Survey of WFM Professionals: Part 1 – Top Challenges for 2012

In the first quarter of 2012, we surveyed workforce management professionals to learn more about the goals and challenges that pertain to their role within the call center.  We wanted to understand more about the group whose daily responsibility is to deal with the complex nature of the contact center to match supply (agents) with demand (calls). We heard about the issues involved with scheduling agents, ensuring they have time to complete the necessary off-phone work that helps them be better at their job and working in additional requests from multiple departments that take them off the phones.

Survey results identified the biggest challenges for workforce managers as balancing service levels with other off-phone activities (65.7 percent), enhancing forecasting and staffing processes (59.1 percent) and improving forecasting accuracy (55.1 percent).

It’s not surprising to see that balancing service levels with off-phone work is an ongoing concern as service levels must be maintained and call volume will continue to fluctuate. Given that the off-phone work is the glue that keeps agent proficient, WFM professionals don’t have the option to pick one over the other. They have to perform multiple maneuvers along the service level/off-phone work tightrope to be successful within their role.

Likewise, process and accuracy improvement for their forecasting efforts increase the efficiency of overall call center operations.

Interestingly, workforce managers identified improving agent morale/satisfaction as one of their top four challenges (45.6 percent), ahead of processes for driving profitability improvements. It would be easy to surmise that agent morale improvements can have an added impact on a number of other key call center metrics from customer satisfaction to handle time to increased sales and beyond.

 

We’ll be tackling other results from the survey in future blogs. Stay tuned!

Nearly 400 workforce managers and workforce management team members responded to this survey. The majority of respondents included workforce management team managers, schedulers and real-time desk managers. The size of the respondents’ contact centers varied with 26 percent of respondents having more than 3000 agents within their contact center, 22 percent with 200 agents or less and 21 percent with 1501 to 3000 agents. 

 

About the author

Intradiem

John is a copywriter at Intradiem. He has a background in print and broadcast journalism and digital marketing with emphasis on technology.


• _WHAT THIS TASK INVOLVES_: Please retype the data below line for line and leave out every picture.
• • •
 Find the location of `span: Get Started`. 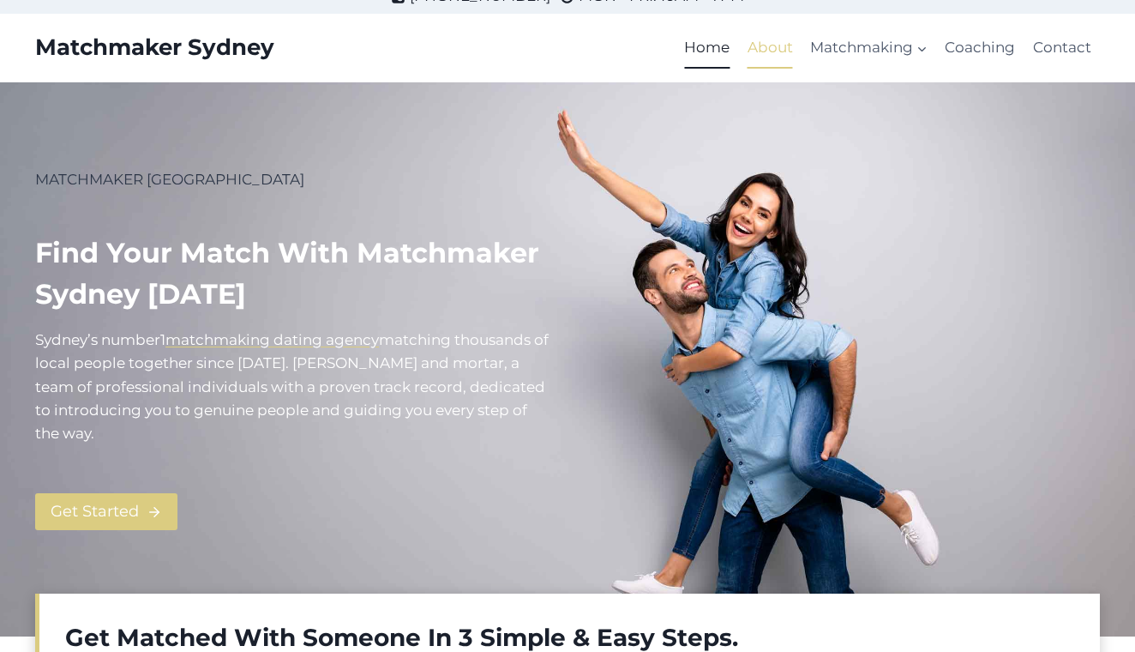

span: Get Started is located at coordinates (94, 511).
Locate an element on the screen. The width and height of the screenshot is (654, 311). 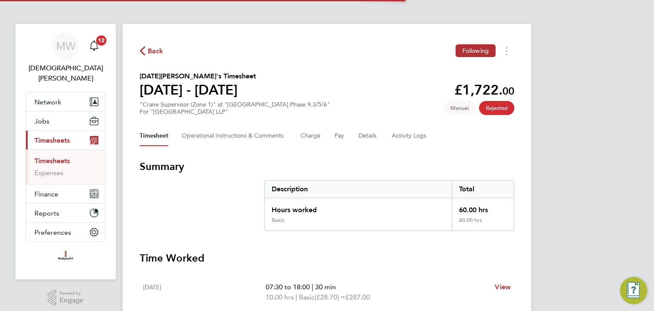
a: 12 is located at coordinates (94, 46).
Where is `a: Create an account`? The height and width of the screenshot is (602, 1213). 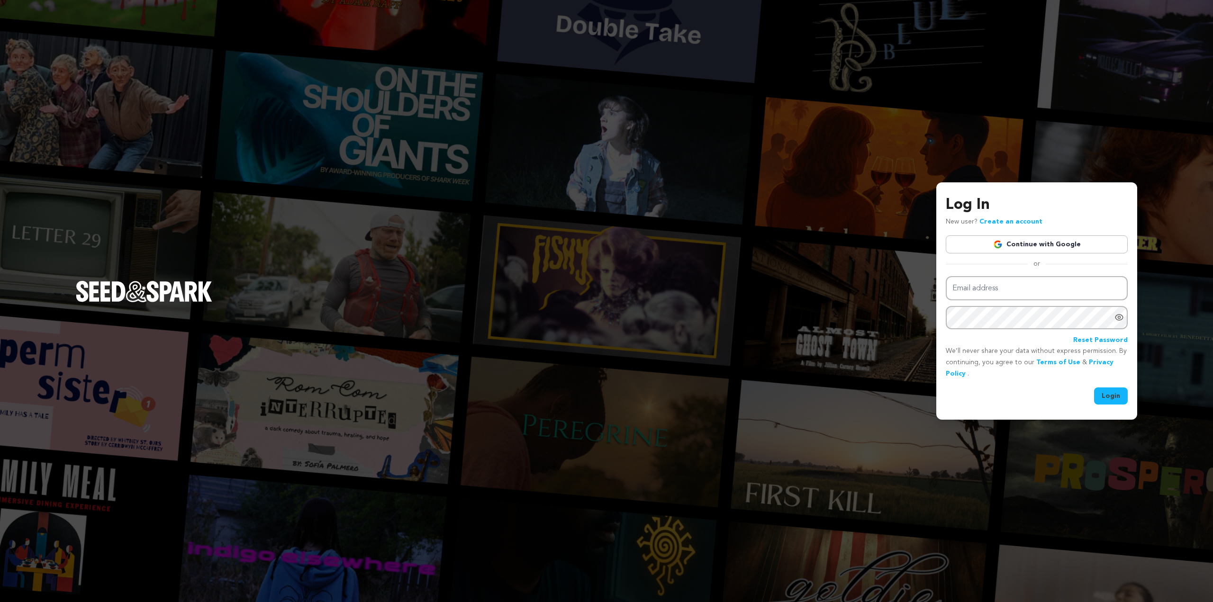
a: Create an account is located at coordinates (1011, 222).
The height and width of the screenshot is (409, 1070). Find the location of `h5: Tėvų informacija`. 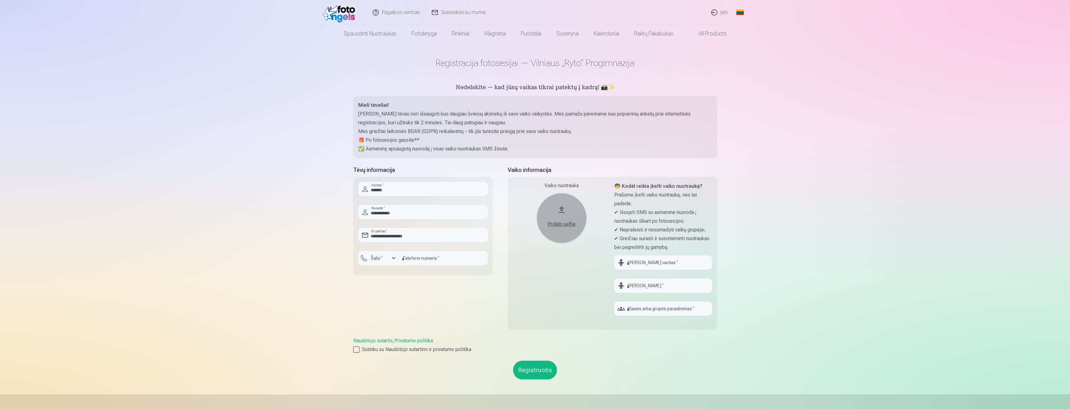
• • •
• _ANSWER SPACE_:
 Find the location of `span: Get Started`. 

span: Get Started is located at coordinates (94, 511).
Locate an element on the screen. The width and height of the screenshot is (654, 311). 
a: 12 is located at coordinates (94, 46).
Where is `a: Create an account`? The height and width of the screenshot is (602, 1213). 
a: Create an account is located at coordinates (1011, 222).
The height and width of the screenshot is (409, 1070). Find the location of `h5: Tėvų informacija`. 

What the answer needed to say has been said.